A reliable, consistent kicker is a must-have accessory for a team with a developing offense – one that can ensure that as many drives that end in opposing territory as possible end with points on the board. Pineiro is, by far, the closest thing the Jets have had to such a prescience on their roster since Myers’ historic 2018 season.

Will they draft?

Over the past three seasons, the Jets perhaps could’ve benefitted from using a draft pick on a kicker, much like the AFC champion Cincinnati Bengals did when they took postseason hero Evan McPherson with the 149th pick of last year’s selections (three picks after the Jets called the name of Jamien Sherwood).

But with Pineiro potentially in tow (and having already spent a recent pick on a punter and Hennessy locked up), it’s unlikely the Jets will use this draft to alter their kicking battery.

Should Berrios leave, the Jets could kill two birds with one stone and use a day two selection on Houston cornerback Marcus Jones, a playmaking defender who is widely regarded as the top returner this class has to offer.

Veteran Names to Watch

Nick Folk, New England

One of the few lingering remnants of the Jets’ last playoff team, Nick Folk has spent the last two years rebooting his NFL career.

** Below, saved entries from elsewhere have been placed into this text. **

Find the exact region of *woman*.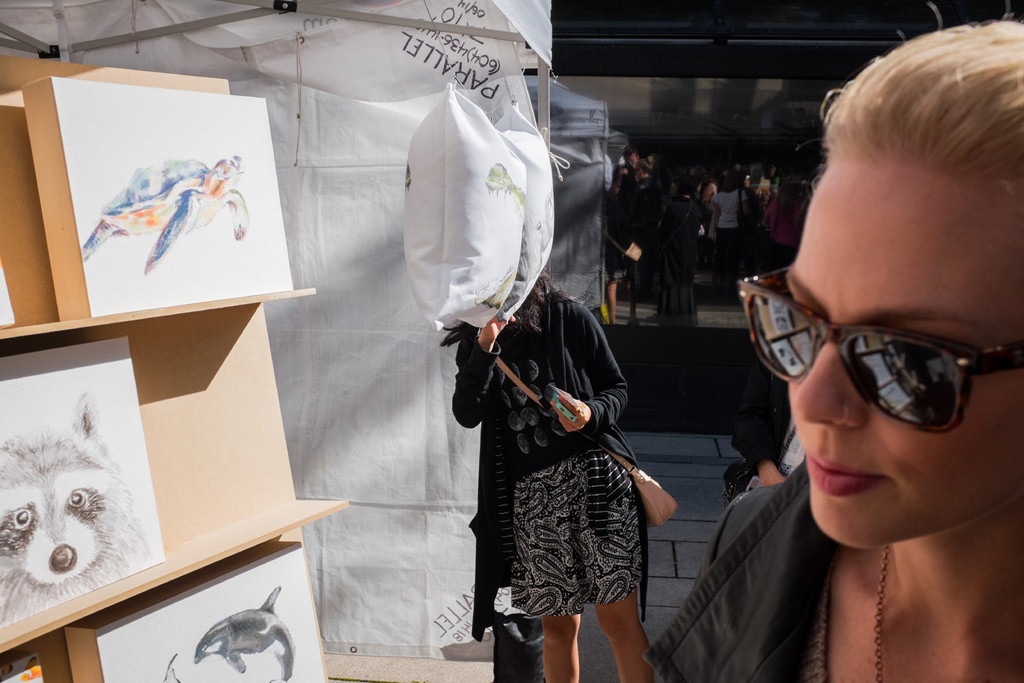
Exact region: <region>643, 18, 1023, 682</region>.
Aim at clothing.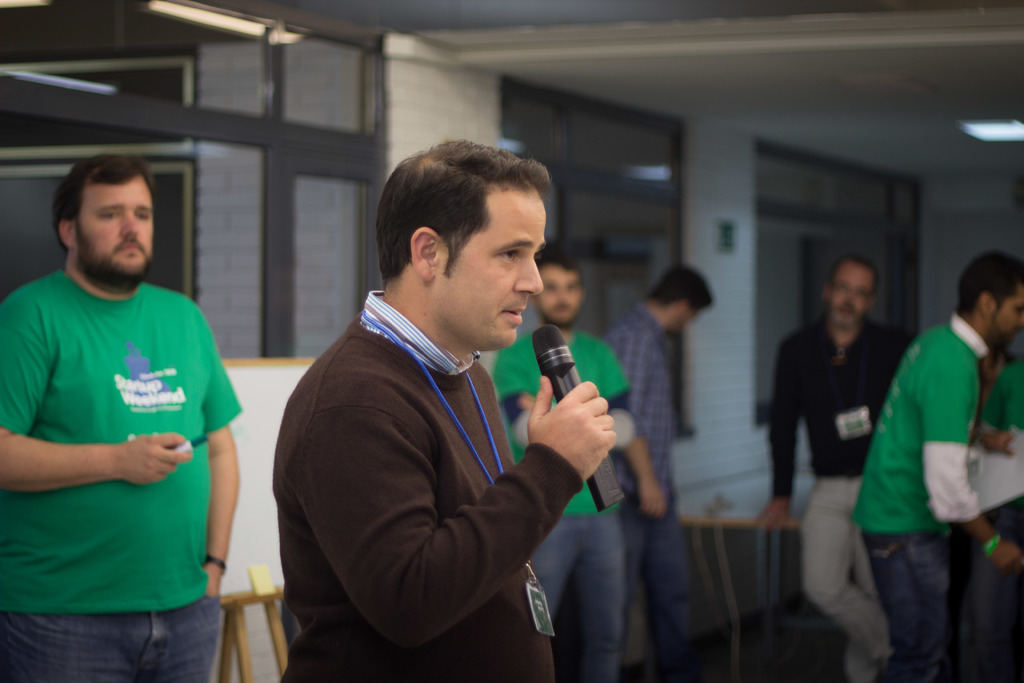
Aimed at select_region(269, 286, 575, 677).
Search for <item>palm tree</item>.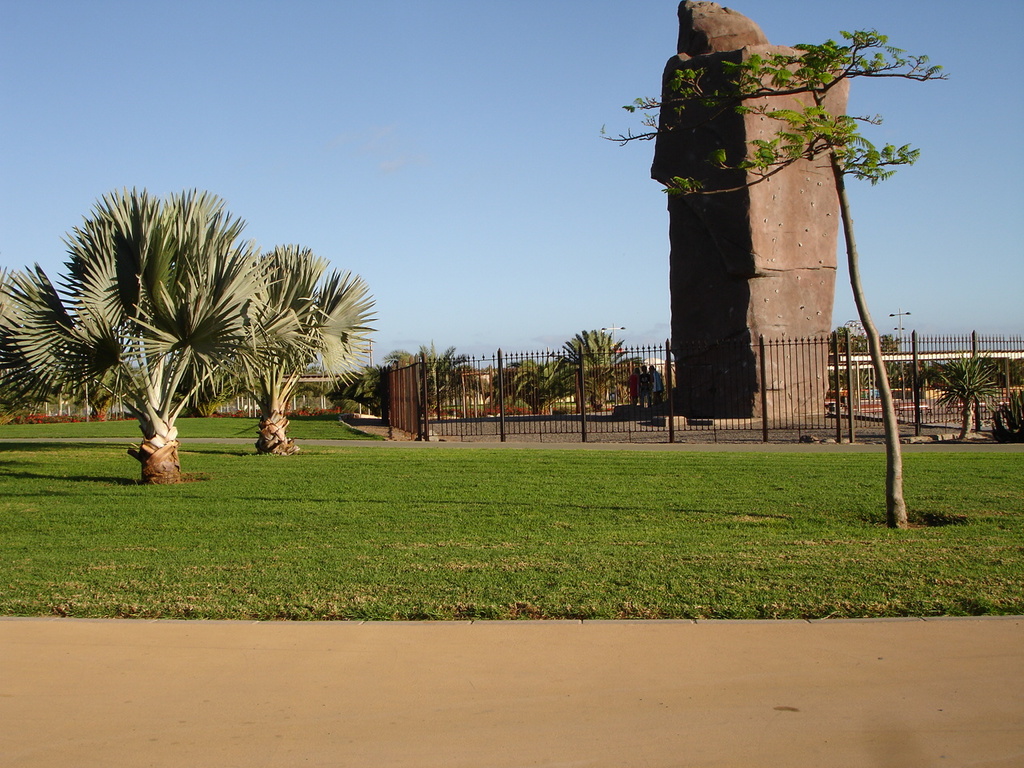
Found at 0/187/254/490.
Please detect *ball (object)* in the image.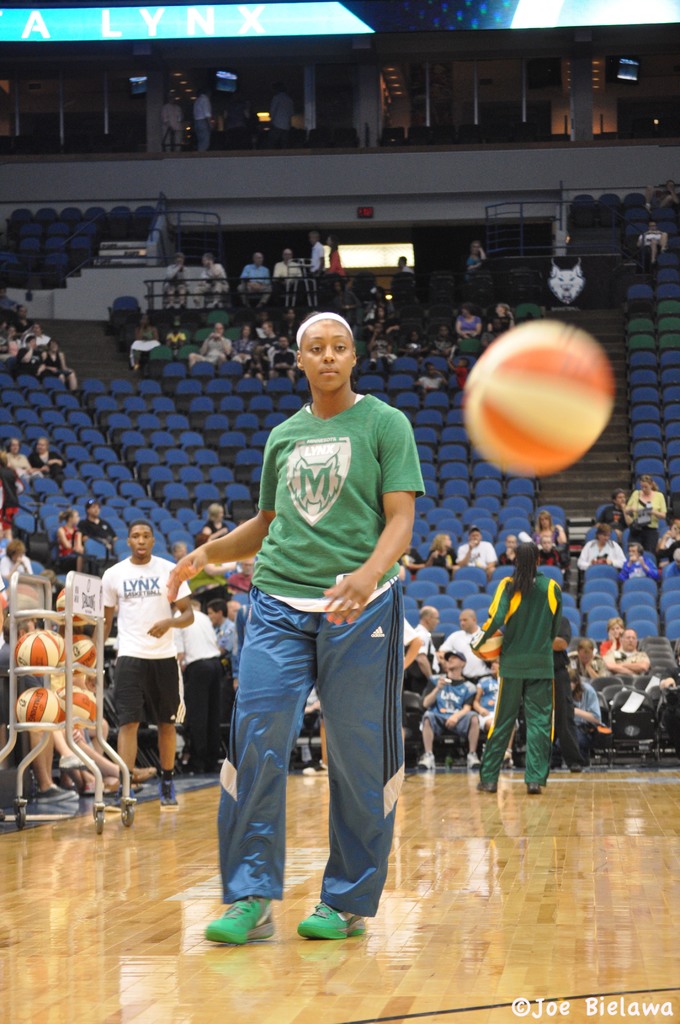
x1=68, y1=627, x2=96, y2=667.
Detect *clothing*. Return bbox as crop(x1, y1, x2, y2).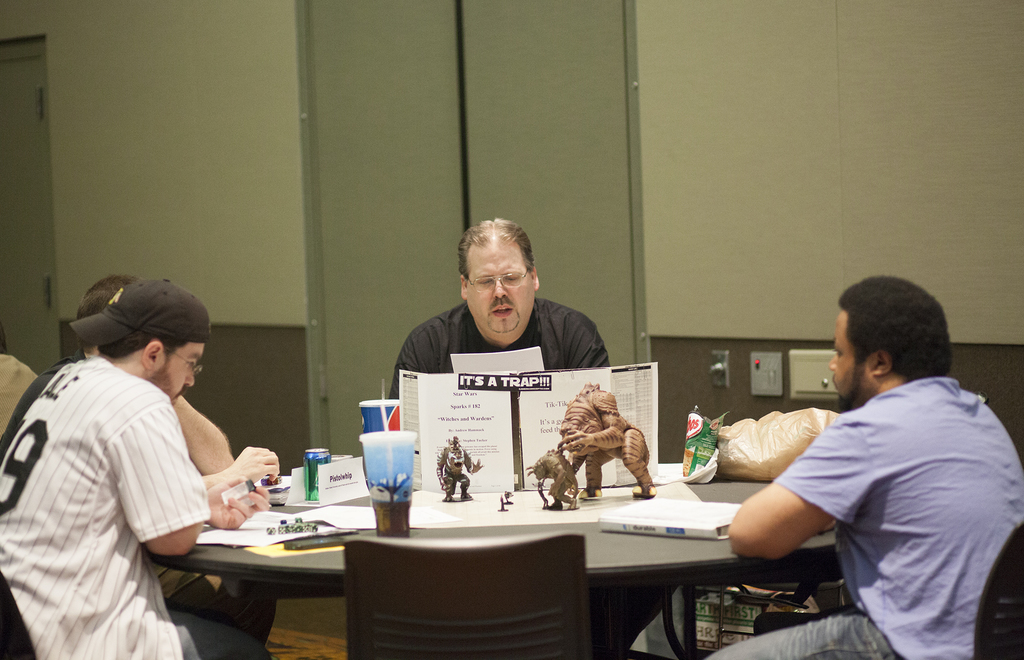
crop(1, 355, 70, 447).
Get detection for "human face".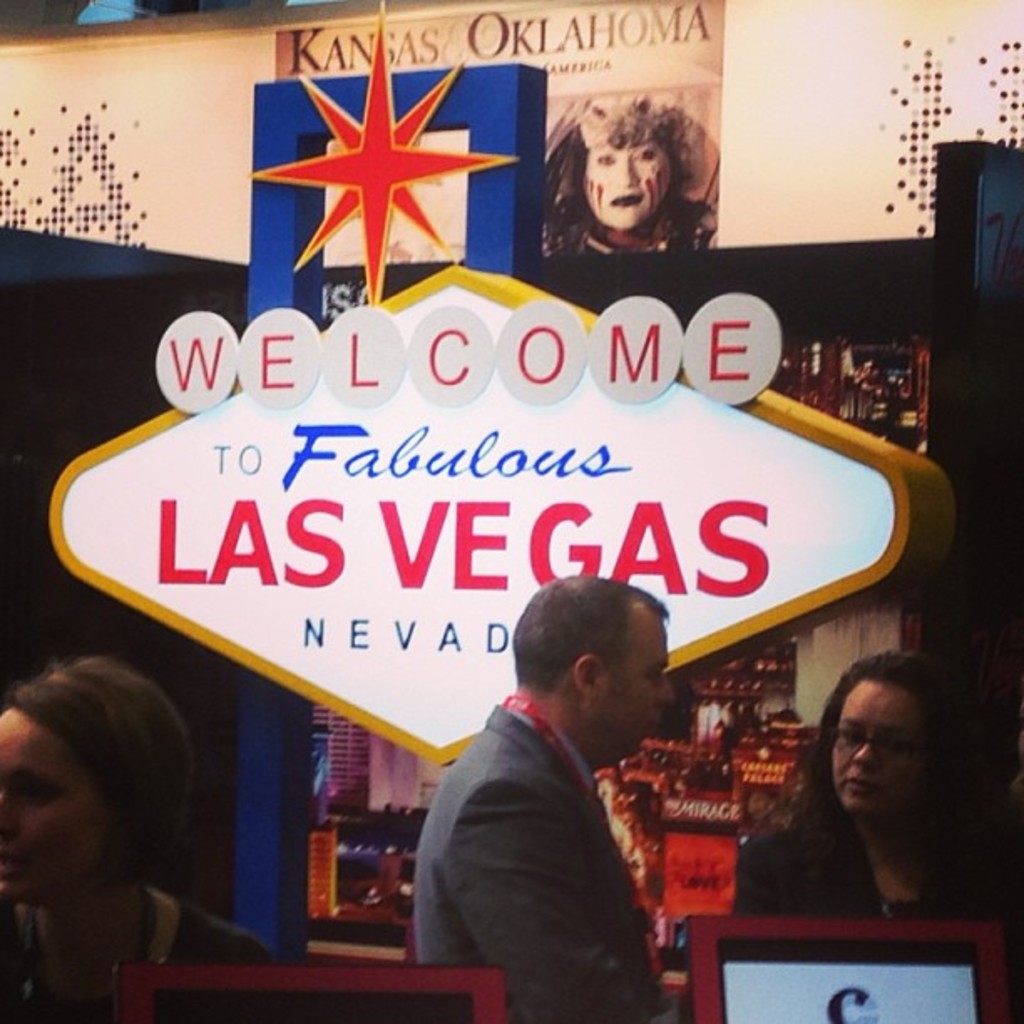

Thought to be done for after a disastrous stint in Tampa forced him to take a detour in the Alliance of American Football, the 37-year-old has been one of the most reliable kickers over the last two seasons, leading the league with 150 points last year and recording back-to-back seasons with a field goal percentage over 90 percent.

Several of Folk’s New York records still stand. If Pineiro leaves, could he come back and defend and/or expand upon them?

Younghoe Koo, Atlanta

A graduate of Ridgewood High School (just over a 15-minute drive from MetLife Stadium), Younghoe Koo has become a legend in modern NFL lore as not only an accurate kicker (94 percent on his triples over the last two seasons) but as a rare codebreaker of the league’s increasingly restrictive rules regarding onside kicks.

Bringing Koo back to the start of his gridiron journey could create a source of secure stability unseen in the Jets’ kicking role for a long, long time.

Cordarrelle Patterson, Atlanta

Berrios succeeded Cordarrelle Patterson at the top of the kick return rankings, as the four-time All-Pro returner took on a larger role in the Falcons’ offense.

The Jets’ lack of an offensive player capable of putting up four-digit yardage seasons is unacceptable enough so Patterson is another multi-talented threat that could contribute in multiple areas of the game plan.

Using major capital on running backs in this day and age in pursuit of gridiron prosperity is frowned upon (the Jets are still traumatized by the Le’Veon Bell blockbuster bust) but Patterson’s literally historic return capabilities warrant a big check.

Forecast

One of the Jets’ first moves should be to try and lock up Pineiro, who has done nothing to suggest he’s not capable of handling the Jets’ kicking duties, for at least another year.

But a good portion of the Jets’ offseason outlook will center on what happens to the breakout Berrios. If he stays, the analysis and grading will be centered around the price tag. If he goes, the question then becomes how the Jets make up for the lost production.